Council will host a work session Wednesday to discuss the ordinance — and might vote at the end of it.
Category: Our neighborhoods
We cover the physical landscapes of Charlottesville and surrounding counties and how things change. We help you understand how history has shaped our city, and how our choices today will affect the future.
Heading to Tuesday night’s public hearing on the proposed new zoning code? Watch out for these two last-minute additions
Among them are two zoning districts intended to ease displacement of low-income and longtime residents in certain areas of the city.
Fifeville residents got a say in a private developer’s plans by making an unusual agreement
The resulting project is designed to give low income residents jobs, services and affordable housing. And the developer will earn “much less” profit because of it.
One of the oldest and most dense neighborhoods of Charlottesville, Fifeville has been changed by the expansion of UVA
Especially in recent years, people with higher incomes have moved in.
In My Humble Opinion hosts conversations about big changes on the horizon for Fifeville
Charlottesville Tomorrow reporter Erin O’Hare will be on air this Sunday to get the series about a changing neighborhood going.

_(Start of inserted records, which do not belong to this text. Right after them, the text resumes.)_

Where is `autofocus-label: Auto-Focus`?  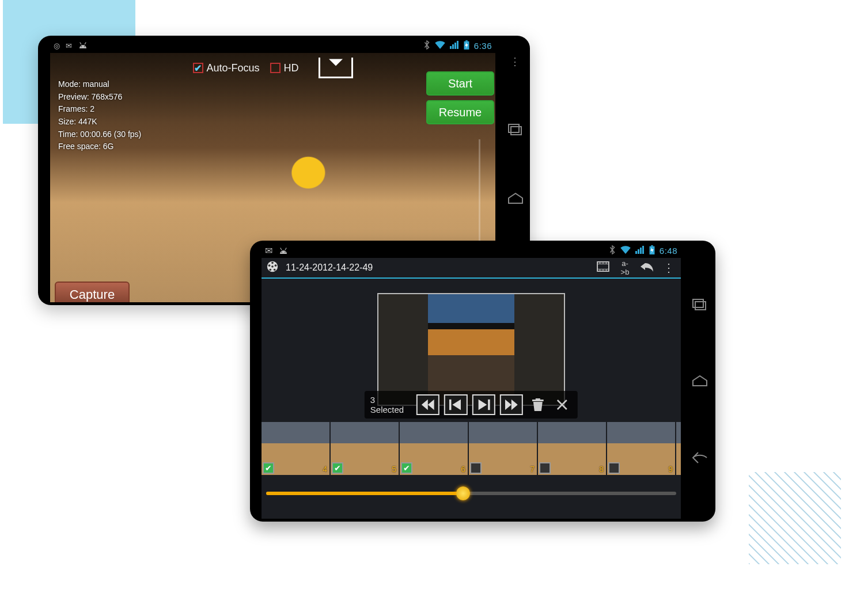 autofocus-label: Auto-Focus is located at coordinates (233, 68).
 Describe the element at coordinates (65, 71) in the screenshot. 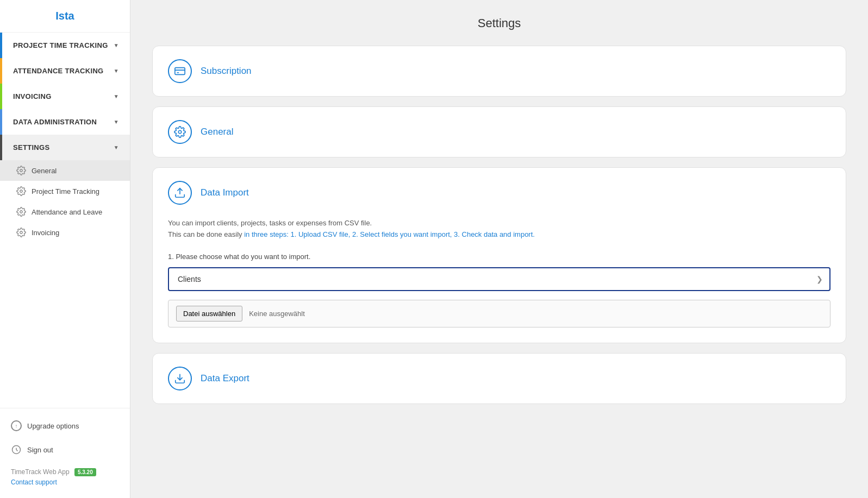

I see `sidebar-item-attendance-tracking: ATTENDANCE TRACKING ▼` at that location.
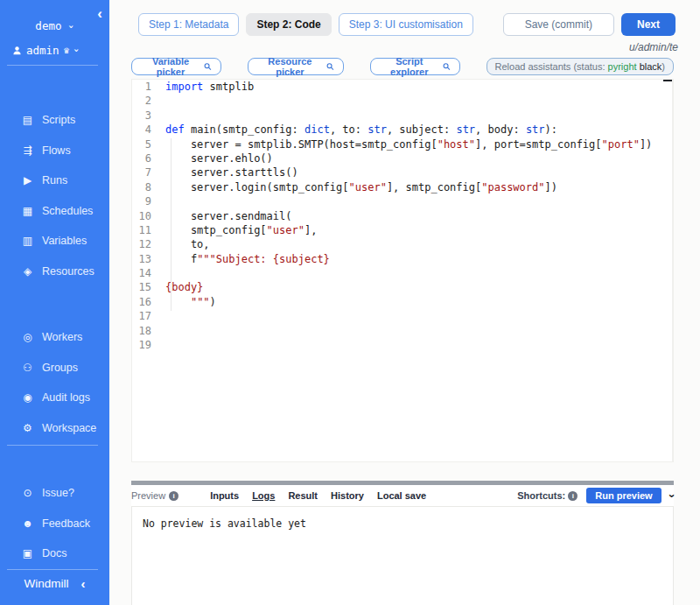  Describe the element at coordinates (558, 25) in the screenshot. I see `save-commit-button: Save (commit)` at that location.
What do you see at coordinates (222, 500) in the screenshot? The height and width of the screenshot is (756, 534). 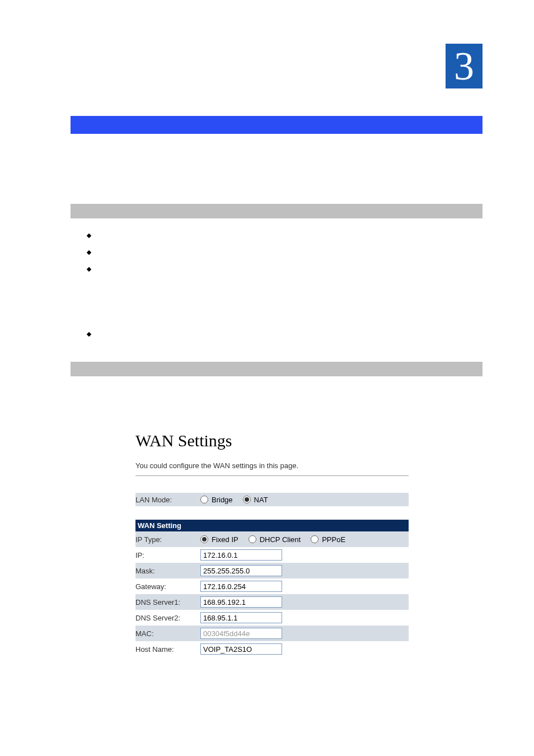 I see `radio-bridge-label: Bridge` at bounding box center [222, 500].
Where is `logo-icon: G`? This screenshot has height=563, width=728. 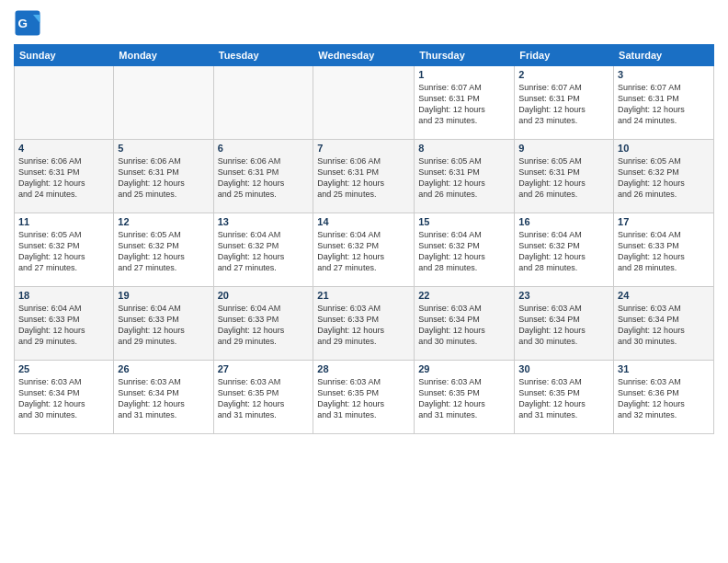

Register to attend a public conversation about housing in Charlottesville this Thursday
Nonprofit, government and real estate experts will sit on a panel hosted by In My Humble Opinion and Vinegar Hill Magazine.
The next draft of Charlottesville’s zoning ordinance includes a new type of residential district
City Council had a work session on the draft Wednesday, but hasn’t set a date to hear comments or vote.
People who live in tents in Market Street Park explain their ‘Open House’ signs
Before a curfew returns to the park, some people living there want the positive ‘force of community.’
Charlottesville announces it will bring back a curfew to Market Street Park
The curfew will be reinstated the day a seasonal shelter opens for people seeking help.
Charlottesville had — and lost — a shelter that social workers say could have helped hundreds of unhoused people off the streets
Had the shelter continued, its homeless service workers are convinced they could move hundreds more people off the streets, including many of those now camped downtown.